Citation
- Authors: Xie J. et al.
- Year: 2022
- Journal: Nat Chem Biol 18 1341-1350
- Applications: in vitro / DNA / jetOPTIMUS
- Cell types:
- Name: HEK-293T
Description: Human embryonic kidney Fibroblast
Known as: HEK293T, 293T - Name: LNCaP
Description: Human prostate carcinoma cells
- Name: HEK-293T
Method
Transfection of plasmids into LNCaP cells was performed using jetOPTIMUS (Polyplus, 117-15) according to the manufacturer’s instructions.

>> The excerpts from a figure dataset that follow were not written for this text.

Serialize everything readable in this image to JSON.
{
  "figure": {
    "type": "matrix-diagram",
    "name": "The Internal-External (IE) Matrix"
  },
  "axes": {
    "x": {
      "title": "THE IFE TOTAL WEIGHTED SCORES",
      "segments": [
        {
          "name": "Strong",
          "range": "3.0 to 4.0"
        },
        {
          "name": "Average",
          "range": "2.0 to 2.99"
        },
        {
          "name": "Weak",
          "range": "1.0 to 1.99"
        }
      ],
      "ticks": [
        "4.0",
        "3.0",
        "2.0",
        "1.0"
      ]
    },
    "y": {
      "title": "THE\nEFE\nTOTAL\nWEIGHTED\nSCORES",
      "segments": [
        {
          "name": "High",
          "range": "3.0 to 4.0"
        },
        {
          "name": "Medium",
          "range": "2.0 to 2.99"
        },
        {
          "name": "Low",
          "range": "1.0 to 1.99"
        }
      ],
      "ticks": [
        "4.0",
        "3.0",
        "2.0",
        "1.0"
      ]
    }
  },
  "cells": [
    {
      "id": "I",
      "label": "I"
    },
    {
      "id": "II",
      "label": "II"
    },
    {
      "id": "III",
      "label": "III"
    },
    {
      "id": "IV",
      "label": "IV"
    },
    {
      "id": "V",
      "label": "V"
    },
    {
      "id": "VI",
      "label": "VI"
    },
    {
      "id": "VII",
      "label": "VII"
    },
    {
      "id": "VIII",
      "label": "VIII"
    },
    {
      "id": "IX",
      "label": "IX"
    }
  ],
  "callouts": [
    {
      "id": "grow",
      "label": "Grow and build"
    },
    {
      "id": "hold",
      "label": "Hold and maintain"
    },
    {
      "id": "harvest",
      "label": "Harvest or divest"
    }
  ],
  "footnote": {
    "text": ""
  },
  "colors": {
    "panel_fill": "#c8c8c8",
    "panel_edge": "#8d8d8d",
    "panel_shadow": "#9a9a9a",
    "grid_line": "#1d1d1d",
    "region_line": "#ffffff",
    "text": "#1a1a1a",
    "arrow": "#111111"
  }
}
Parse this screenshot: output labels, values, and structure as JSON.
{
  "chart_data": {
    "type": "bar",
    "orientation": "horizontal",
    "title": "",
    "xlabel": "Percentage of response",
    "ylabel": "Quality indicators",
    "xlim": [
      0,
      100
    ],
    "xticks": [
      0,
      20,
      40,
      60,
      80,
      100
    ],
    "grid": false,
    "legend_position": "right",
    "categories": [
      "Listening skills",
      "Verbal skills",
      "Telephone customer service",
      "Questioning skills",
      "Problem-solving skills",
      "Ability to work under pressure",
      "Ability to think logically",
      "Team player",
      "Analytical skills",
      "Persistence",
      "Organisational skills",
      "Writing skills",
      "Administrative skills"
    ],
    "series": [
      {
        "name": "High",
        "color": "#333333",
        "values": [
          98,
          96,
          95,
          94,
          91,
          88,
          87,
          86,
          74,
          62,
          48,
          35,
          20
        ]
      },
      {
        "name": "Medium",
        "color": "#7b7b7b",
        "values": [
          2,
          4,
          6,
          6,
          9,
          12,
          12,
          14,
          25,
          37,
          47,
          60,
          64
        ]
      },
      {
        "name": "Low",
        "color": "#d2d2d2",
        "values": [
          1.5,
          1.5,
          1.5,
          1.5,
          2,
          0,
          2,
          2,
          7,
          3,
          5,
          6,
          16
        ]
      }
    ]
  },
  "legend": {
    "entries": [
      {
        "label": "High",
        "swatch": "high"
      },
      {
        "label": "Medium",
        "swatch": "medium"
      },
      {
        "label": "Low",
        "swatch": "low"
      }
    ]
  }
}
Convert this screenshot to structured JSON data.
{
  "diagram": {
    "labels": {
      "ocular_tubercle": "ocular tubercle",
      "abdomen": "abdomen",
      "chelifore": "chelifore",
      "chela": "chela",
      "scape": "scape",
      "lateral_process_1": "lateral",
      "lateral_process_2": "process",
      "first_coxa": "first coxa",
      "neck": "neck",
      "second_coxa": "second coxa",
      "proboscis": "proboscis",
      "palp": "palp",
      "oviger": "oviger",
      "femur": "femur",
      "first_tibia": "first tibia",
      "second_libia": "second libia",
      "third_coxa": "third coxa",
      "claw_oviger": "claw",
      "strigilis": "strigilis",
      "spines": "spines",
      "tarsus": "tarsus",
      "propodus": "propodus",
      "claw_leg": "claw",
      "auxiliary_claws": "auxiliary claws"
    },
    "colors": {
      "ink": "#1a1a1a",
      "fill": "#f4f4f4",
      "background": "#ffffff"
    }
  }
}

Repair templates were cloned into pUC57 vector containing mEGFP/mNeon-Green, a GGS linker and 800-bp homology arms flaking the insert. LNCaP/HEK-293T cells were co-transfected with 1 µg CRISPR-v2 vector and 1 µg donor templates using jetOPTIMUS according to the manufacturer's instructions.
Abstract
Patients with castration-resistant prostate cancer inevitably acquire resistance to antiandrogen therapies in part because of androgen receptor (AR) mutations or splice variants enabling restored AR signaling. Here we show that ligand-activated AR can form transcriptionally active condensates. Both structured and unstructured regions of AR contribute to the effective phase separation of AR and disordered N-terminal domain plays a predominant role. AR liquid-liquid phase separation behaviors faithfully report transcriptional activity and antiandrogen efficacy. Antiandrogens can promote phase separation and transcriptional activity of AR-resistant mutants in a ligand-independent manner. We conducted a phase-separation-based phenotypic screen and identified ET516 that specifically disrupts AR condensates, effectively suppresses AR transcriptional activity and inhibits the proliferation and tumor growth of prostate cancer cells expressing AR-resistant mutants. Our results demonstrate liquid-liquid phase separation as an emerging mechanism underlying drug resistance and show that targeting phase separation may provide a feasible approach for drug discovery.